Archive for July, 2005

7/28/2005: 11:49 pm: RobertSpeech, VoiceXML

Many months ago, IBM announced that they were open sourcing and donating their Reusable Dialog Components library to the Jakarta project at the Apache Software Foundation. Finally, version 1.0 of the RDC has been released.

The RDC is a JSP tag library that simplifies the development of server side code for generating VoiceXML documents for use in voice and multimodal applications. The RDC originated as a bunch of static VoiceXML files. Nearly two years ago, someone in the Speech group at IBM told me that they had decided to switch to using JSPs to dynamically generate the VoiceXML documents. Dynamic generation is the only way to go for complex VoiceXML applications.

Although my SoccerPhone and PhoneBlogger projects use static VoiceXML files, a lot of the work in those applications is being done in Python. The dialog portions of those apps are fairly simple. I’ll probably port part or all of one of these apps to use RDC to get a feel for what it’s like to develop with.

7/12/2005: 11:50 pm: RobertEverything Else, Soccer, SoccerPhone, Speech, VoiceXML

It’s been ages since I’ve written about Soccerphone, or even about anything at all. The last few weeks have just been too hectic. But, I did find time this weekend to make a few updates to Soccerphone, which is an automated speech application I built a few years ago so I could receive live Major League Soccer scores by phone.

One update of questionable merit was to use audio recordings made by me to replace some of the prompts that are currently being synthesized by a text-to-speech engine. Not only is the use of myself as a voice talent a rather dodgy decision, but also, there is still quite a bit of TTS. I’m not sure the recording effort really improved the quality of the app that much, if at all. It was fun to do the recordings, though.

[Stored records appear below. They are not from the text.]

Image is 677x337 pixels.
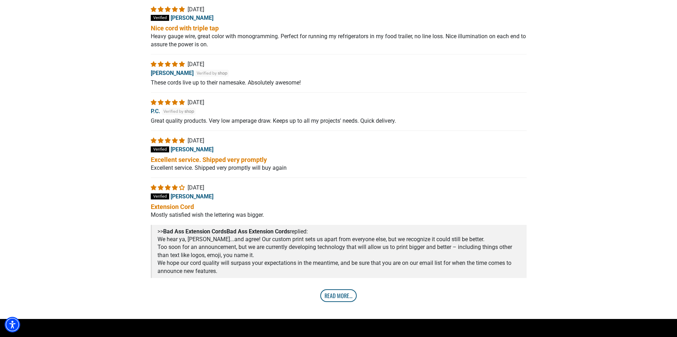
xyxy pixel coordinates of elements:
[158,260,521,276] p: We hope our cord quality will surpass your expectations in the meantime, and be sure that you are...
[163,228,290,235] b: Bad Ass Extension Cords
[151,185,186,191] span: 4 star review
[151,137,186,144] span: 5 star review
[158,244,521,260] p: Too soon for an announcement, but we are currently developing technology that will allow us to pr...
[151,6,186,13] span: 5 star review
[162,108,196,115] img: Verified by Shop
[151,79,527,87] p: These cords live up to their namesake. Absolutely awesome!
[171,146,214,153] span: [PERSON_NAME]
[151,211,527,219] p: Mostly satisfied wish the lettering was bigger.
[171,193,214,200] span: [PERSON_NAME]
[188,137,204,144] span: [DATE]
[151,24,527,33] b: Nice cord with triple tap
[158,225,521,236] div: >> replied:
[171,15,214,21] span: [PERSON_NAME]
[151,155,527,164] b: Excellent service. Shipped very promptly
[188,99,204,106] span: [DATE]
[188,6,204,13] span: [DATE]
[195,70,229,77] img: Verified by Shop
[151,164,527,172] p: Excellent service. Shipped very promptly will buy again
[151,203,527,211] b: Extension Cord
[151,108,160,114] span: P.C.
[151,61,186,68] span: 5 star review
[158,236,521,244] p: We hear ya, [PERSON_NAME]...and agree! Our custom print sets us apart from everyone else, but we ...
[151,99,186,106] span: 5 star review
[151,117,527,125] p: Great quality products. Very low amperage draw. Keeps up to all my projects' needs. Quick delivery.
[151,33,527,49] p: Heavy gauge wire, great color with monogramming. Perfect for running my refrigerators in my food ...
[188,61,204,68] span: [DATE]
[5,317,20,333] div: Accessibility Menu
[188,185,204,191] span: [DATE]
[320,290,357,302] a: Read More...
[151,69,194,76] span: [PERSON_NAME]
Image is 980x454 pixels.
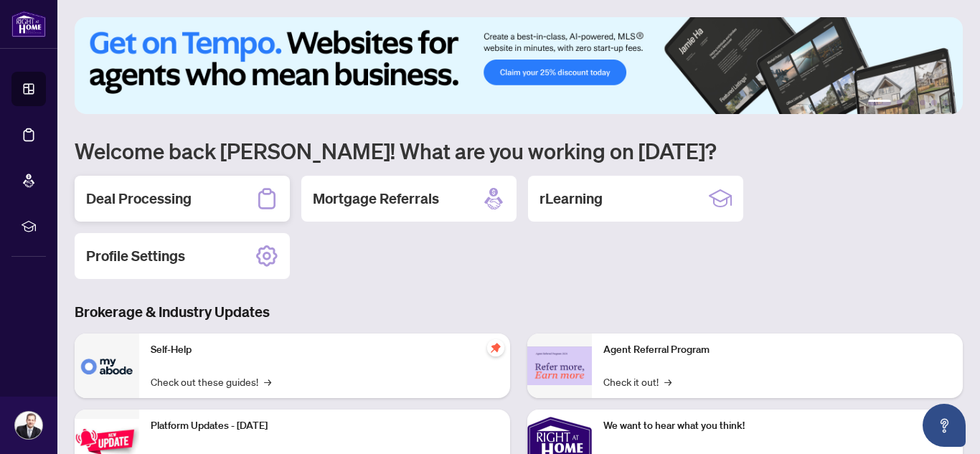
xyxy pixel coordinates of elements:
[75,17,963,114] img: Slide 0
[150,373,272,389] a: Check out these guides!→
[264,373,272,389] span: →
[604,342,952,358] p: Agent Referral Program
[150,342,499,358] p: Self-Help
[909,100,914,105] button: 3
[923,404,966,447] button: Open asap
[75,137,963,164] h1: Welcome back [PERSON_NAME]! What are you working on [DATE]?
[86,188,192,208] h2: Deal Processing
[488,339,505,356] span: pushpin
[932,100,938,105] button: 5
[15,412,42,439] img: Profile Icon
[75,302,963,322] h3: Brokerage & Industry Updates
[75,334,140,398] img: Self-Help
[86,246,185,266] h2: Profile Settings
[869,100,891,105] button: 1
[313,188,439,208] h2: Mortgage Referrals
[150,418,499,434] p: Platform Updates - [DATE]
[897,100,903,105] button: 2
[604,418,952,434] p: We want to hear what you think!
[527,346,592,386] img: Agent Referral Program
[664,373,672,389] span: →
[604,373,672,389] a: Check it out!→
[12,11,46,37] img: logo
[943,100,948,105] button: 6
[920,100,926,105] button: 4
[540,188,603,208] h2: rLearning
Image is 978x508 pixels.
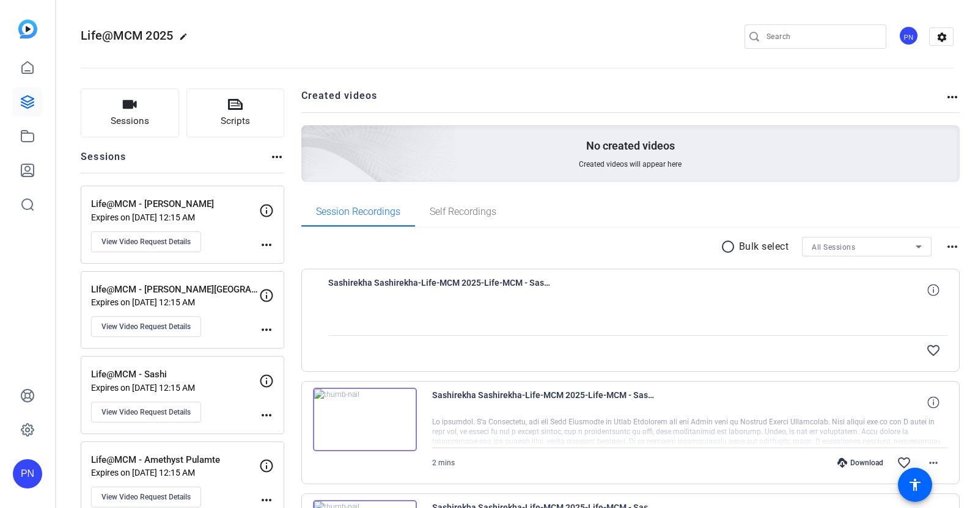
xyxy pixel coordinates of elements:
[926,456,940,470] mat-icon: more_horiz
[432,388,658,417] span: Sashirekha Sashirekha-Life-MCM 2025-Life-MCM - Sashi-1756463339945-webcam
[269,150,284,164] mat-icon: more_horiz
[91,197,259,211] p: Life@MCM - [PERSON_NAME]
[945,240,959,254] mat-icon: more_horiz
[739,240,789,254] p: Bulk select
[432,459,455,467] span: 2 mins
[259,493,274,508] mat-icon: more_horiz
[186,89,285,137] button: Scripts
[91,283,259,297] p: LIfe@MCM - [PERSON_NAME][GEOGRAPHIC_DATA]
[91,298,259,307] p: Expires on [DATE] 12:15 AM
[898,26,918,46] div: PN
[720,240,739,254] mat-icon: radio_button_unchecked
[91,453,259,467] p: Life@MCM - Amethyst Pulamte
[91,383,259,393] p: Expires on [DATE] 12:15 AM
[811,243,855,252] span: All Sessions
[316,207,400,217] span: Session Recordings
[221,114,250,128] span: Scripts
[929,28,954,46] mat-icon: settings
[926,343,940,358] mat-icon: favorite_border
[831,458,889,468] div: Download
[91,213,259,222] p: Expires on [DATE] 12:15 AM
[111,114,149,128] span: Sessions
[259,408,274,423] mat-icon: more_horiz
[91,317,201,337] button: View Video Request Details
[101,237,191,247] span: View Video Request Details
[898,26,920,47] ngx-avatar: Puneet Nayyar
[259,323,274,337] mat-icon: more_horiz
[81,89,179,137] button: Sessions
[91,468,259,478] p: Expires on [DATE] 12:15 AM
[81,28,173,43] span: Life@MCM 2025
[328,276,554,305] span: Sashirekha Sashirekha-Life-MCM 2025-Life-MCM - Sashi-1756463566557-webcam
[179,32,194,47] mat-icon: edit
[91,402,201,423] button: View Video Request Details
[945,90,959,104] mat-icon: more_horiz
[907,478,922,492] mat-icon: accessibility
[579,159,681,169] span: Created videos will appear here
[18,20,37,38] img: blue-gradient.svg
[586,139,675,153] p: No created videos
[13,459,42,489] div: PN
[301,89,945,112] h2: Created videos
[91,368,259,382] p: Life@MCM - Sashi
[313,388,417,452] img: thumb-nail
[81,150,126,173] h2: Sessions
[91,487,201,508] button: View Video Request Details
[259,238,274,252] mat-icon: more_horiz
[430,207,496,217] span: Self Recordings
[896,456,911,470] mat-icon: favorite_border
[91,232,201,252] button: View Video Request Details
[164,4,456,269] img: Creted videos background
[101,492,191,502] span: View Video Request Details
[101,408,191,417] span: View Video Request Details
[101,322,191,332] span: View Video Request Details
[766,29,876,44] input: Search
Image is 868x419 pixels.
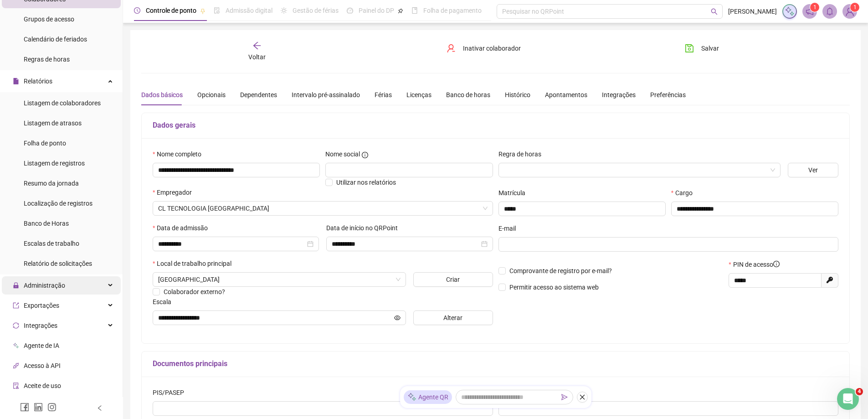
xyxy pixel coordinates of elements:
[197,89,226,100] div: Opcionais
[23,36,87,43] span: Calendário de feriados
[411,7,418,14] span: book
[48,402,57,412] span: instagram
[13,282,19,288] span: lock
[248,53,266,60] span: Voltar
[158,273,400,286] span: HOSPITAL SAO RAFAEL
[152,297,177,307] label: Escala
[292,89,360,100] div: Intervalo pré-assinalado
[788,163,838,177] button: Ver
[13,322,19,328] span: sync
[23,302,59,309] span: Exportações
[152,149,207,159] label: Nome completo
[446,275,460,284] span: Criar
[158,201,487,215] span: CL TECNOLOGIA BAHIA
[281,7,287,14] span: sun
[407,392,416,402] img: sparkle-icon.fc2bf0ac1784a2077858766a79e2daf3.svg
[446,89,490,100] div: Banco de horas
[292,7,339,14] span: Gestão de férias
[785,6,795,17] img: sparkle-icon.fc2bf0ac1784a2077858766a79e2daf3.svg
[20,402,29,412] span: facebook
[97,405,103,411] span: left
[23,362,60,369] span: Acesso à API
[326,223,403,233] label: Data de início no QRPoint
[510,283,598,291] span: Permitir acesso ao sistema web
[808,165,818,175] span: Ver
[23,139,66,147] span: Folha de ponto
[825,7,833,15] span: bell
[810,2,819,12] sup: 1
[711,8,717,15] span: search
[23,159,85,167] span: Listagem de registros
[152,358,838,369] h5: Documentos principais
[413,310,493,325] button: Alterar
[23,220,69,227] span: Banco de Horas
[325,149,360,159] span: Nome social
[545,89,587,100] div: Apontamentos
[23,180,79,187] span: Resumo da jornada
[23,239,79,247] span: Escalas de trabalho
[853,4,856,10] span: 1
[701,43,719,53] span: Salvar
[510,267,612,275] span: Comprovante de registro por e-mail?
[13,302,19,309] span: export
[671,188,698,198] label: Cargo
[650,89,685,100] div: Preferências
[23,78,52,85] span: Relatórios
[146,7,196,14] span: Controle de ponto
[226,7,273,14] span: Admissão digital
[23,99,101,107] span: Listagem de colaboradores
[498,149,547,159] label: Regra de horas
[602,89,635,100] div: Integrações
[813,4,816,10] span: 1
[13,362,19,368] span: api
[23,199,93,207] span: Localização de registros
[152,223,213,233] label: Data de admissão
[152,259,238,268] label: Local de trabalho principal
[34,402,43,412] span: linkedin
[850,2,859,12] sup: Atualize o seu contato no menu Meus Dados
[806,7,814,15] span: notification
[13,383,19,389] span: audit
[358,7,394,14] span: Painel do DP
[141,89,183,100] div: Dados básicos
[23,15,74,23] span: Grupos de acesso
[13,78,19,85] span: file
[579,394,585,400] span: close
[252,41,262,50] span: arrow-left
[374,89,392,100] div: Férias
[23,382,61,389] span: Aceite de uso
[498,188,531,198] label: Matrícula
[347,7,353,14] span: dashboard
[200,8,205,14] span: pushpin
[362,152,368,158] span: info-circle
[728,6,777,17] span: [PERSON_NAME]
[773,260,780,267] span: info-circle
[407,89,431,100] div: Licenças
[134,7,140,14] span: clock-circle
[463,43,521,53] span: Inativar colaborador
[843,4,856,19] img: 58147
[23,119,81,127] span: Listagem de atrasos
[447,44,455,53] span: user-delete
[440,41,527,56] button: Inativar colaborador
[837,388,859,410] iframe: Intercom live chat
[444,313,463,323] span: Alterar
[403,390,452,404] div: Agente QR
[394,315,400,321] span: eye
[561,394,568,400] span: send
[152,120,838,131] h5: Dados gerais
[498,223,522,233] label: E-mail
[23,322,57,329] span: Integrações
[23,281,65,289] span: Administração
[23,342,59,349] span: Agente de IA
[413,272,493,287] button: Criar
[23,260,92,267] span: Relatório de solicitações
[733,259,780,269] span: PIN de acesso
[398,8,403,14] span: pushpin
[678,41,725,56] button: Salvar
[152,388,190,397] label: PIS/PASEP
[685,44,694,53] span: save
[23,56,70,63] span: Regras de horas
[423,7,482,14] span: Folha de pagamento
[336,178,396,186] span: Utilizar nos relatórios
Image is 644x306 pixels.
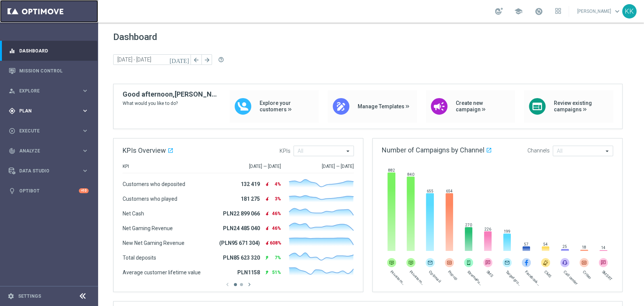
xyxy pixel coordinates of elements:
[19,129,82,133] span: Execute
[8,127,82,134] div: Execute
[8,61,89,81] div: Mission Control
[576,6,622,17] a: [PERSON_NAME]keyboard_arrow_down
[8,48,16,54] i: equalizer
[19,168,82,173] span: Data Studio
[19,89,82,93] span: Explore
[19,109,82,113] span: Plan
[19,181,79,201] a: Optibot
[8,68,89,74] button: Mission Control
[79,189,89,193] div: +10
[514,7,523,16] span: school
[8,108,16,114] i: gps_fixed
[8,147,16,154] i: track_changes
[82,127,89,134] i: keyboard_arrow_right
[8,187,16,194] i: lightbulb
[19,61,89,81] a: Mission Control
[8,148,89,154] button: track_changes Analyze keyboard_arrow_right
[8,127,16,134] i: play_circle_outline
[8,181,89,201] div: Optibot
[8,147,82,154] div: Analyze
[8,168,82,174] div: Data Studio
[8,108,89,114] button: gps_fixed Plan keyboard_arrow_right
[8,40,89,61] div: Dashboard
[82,167,89,174] i: keyboard_arrow_right
[82,87,89,95] i: keyboard_arrow_right
[19,149,82,153] span: Analyze
[18,294,41,298] a: Settings
[8,87,16,95] i: person_search
[82,107,89,114] i: keyboard_arrow_right
[8,87,82,95] div: Explore
[622,4,636,18] div: KK
[8,88,89,94] button: person_search Explore keyboard_arrow_right
[8,108,82,114] div: Plan
[613,7,621,16] span: keyboard_arrow_down
[8,293,14,299] i: settings
[8,188,89,194] button: lightbulb Optibot +10
[8,48,89,54] button: equalizer Dashboard
[8,128,89,134] button: play_circle_outline Execute keyboard_arrow_right
[82,147,89,154] i: keyboard_arrow_right
[19,40,89,61] a: Dashboard
[8,168,89,174] button: Data Studio keyboard_arrow_right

Speaking of TTS, I switched from a female voice to one of the male voices that BeVocal supports. I’m now using Reed, which is a Nuance Vocalizer voice. Not only does the app sound better due to no longer switching back and forth between genders, but the TTS engine used to synthesize the Reed voice does a much better job of pronouncing names than the TTS engine used to synthesize the Jennifer voice.

I also finally got around to adding Chivas USA and Real Salt Lake to the grammar, so you can now say them at the Team Name prompt. I added FC Dallas to the grammar, but also left in their old name, the Dallas Burn.

Another minor update was to add a dummy recognition block just before the backend query. Without this, the confirmation prompt from the previous dialog wasn’t being played until the HTTP fetch completed. Since it sometimes takes more than five seconds to get the response back, the confirmation had sounded sort of odd when it was played so late.